ON DECK FOR FRIDAY, SEPTEMBER  11

KEY POINTS:

  • Diverging markets face Brexit, US-China tensions
  • Is the pandemic narrative wrong about US inflation risk?
  • UK’s Johnson to address party following EU ultimatum
  • Chinese financing exceeds expectations
  • Markets ignore solid UK economy readings

INTERNATIONAL

There is a bit of a divergence between North American asset classes and Europe this morning as Brexit risks and US-China tensions hang in the air. Overnight releases offered little effect ahead of US CPI figures this morning.

  • US equities are up by between ½% (snps) and 1% (DJIA) with the TSX up by just over ½%. European markets are more mixed with the Dax and Milan flat, Paris and London up by ¼% and ½% respectively and Spain down ¾%.
  • Sovereign curves are outperforming in Europe. US Treasury yields are generally little changed with a slight bid through the belly. Canada is slightly outperforming Treasuries at the longer end. Yields on gilts are down by 2–6bps in a Boris flattener. EGB curves are performing similarly with yields down 2–5bps in bull flatteners.
  • Oil prices are up by 30–60 cents with gold flat.
  • The USD is little changed overall but this masks wide deviations across individual crosses. Sterling is leading depreciating majors. Most other major and semi-major and also-rans are higher to the USD with other exceptions being the yen and won.

UK PM Johnson will address his party at 12:30pmET with no deal risk brought forward and amplified by his tactics that are seeking to unilaterally alter the Brexit agreement’s provisions for Ireland that have drawn a stern rebuke from party members at home and from the EU. The EU delivered a month-end ultimatum to back down.

China is taking retaliatory measures against US diplomats on the mainland and in HK following US actions but the exact actions are unclear.

China released financing figures for August that exceeded expectations. 3.58 trillion yuan of aggregate financing was extended (consensus 2.585T) which is the strongest tally since March and more than double the prior month’s flow. Most of the pick-up came through government bonds and yuan denominated loans.

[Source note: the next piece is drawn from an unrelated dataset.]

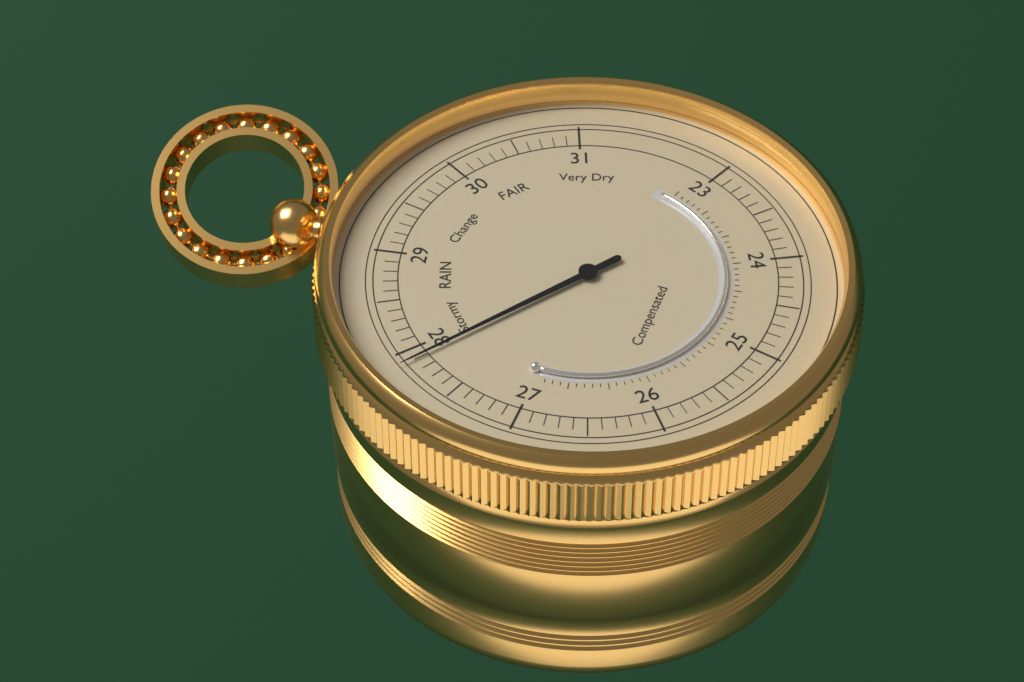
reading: 27.9 (no unit)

The UK economy registered solid readings in July but markets looked the other way given more pressing Brexit developments. Industrial output was up 5.2% m/m (4.1% consensus) as manufacturing output grew by 6.3% (5% consensus). The monthly services index was up 6.1% (consensus 7.0%). Monthly GDP grew by 6.6% which was in line with expectations. The trade deficit in goods widened as imports were up by 5.8% m/m while exports were up 0.9% while the services surplus shrank.

Spain followed Italy with a stronger bounce in industrial output than Germany or France during July. Output was up 9.3% m/m which nearly tripled consensus expectations for the third strong monthly gain.

UNITED STATES

It’s probably premature to have great confidence in this, but has inflation risk been fundamentally misjudged by global central banks? Or is there a further and bigger disinflationary shoe to drop still lurking ahead? Markets are not so much caring about this debate today as other headlines dominate in driving rallies across sovereign debt markets. Nevertheless, this morning’s US CPI figures add further reason to question the whole narrative that the pandemic is a deflationary or at least sharply and sustainably disinflationary shock. It also gives pause for strategists and traders to continue to re-evaluate the deflation trade they drove in the early stages of the pandemic.

Core CPI landed on my guesstimates at a little above consensus expectations which matters to no one, but hey, take it where you can in this biz. Core CPI inflation has picked up by half a percentage point in just two months in year-ago terms (chart 1). The month-ago seasonally adjusted rise was strong as reopening effects and stimulus combined to result in greater pricing power. Three months of decline in seasonally adjusted core inflation in month-ago terms has since given way to three months of gains averaging 0.4% per month. Annualized, that means core inflation is running at about a 5% clip over this three month trend period.

 

US CPI m/m % / y/y %, August :
Actual: 0.4 / 1.3
Scotia: 0.4 / 1.4
Consensus: 0.3 / 1.2
Prior: 0.6 / 1.0

US core CPI m/m % / y/y %, August :
Actual: 0.4 / 1.7
Scotia: 0.4 / 1.7
Consensus: 0.2 / 1.6
Prior: 0.6 / 1.6

The CPI figures still suggest that core PCE inflation is likely around 1.4% y/y and well below the Fed’s target. Even that, however, takes us up from 0.9% y/y in April to around 1.4% in August pending the PCE figures on October 1st.

The year over year drivers of CPI inflation are shown in chart 2 in terms of weighted contributions by source. The month-ago seasonally adjusted drivers are shown in chart 3, again in terms of weighted contributions.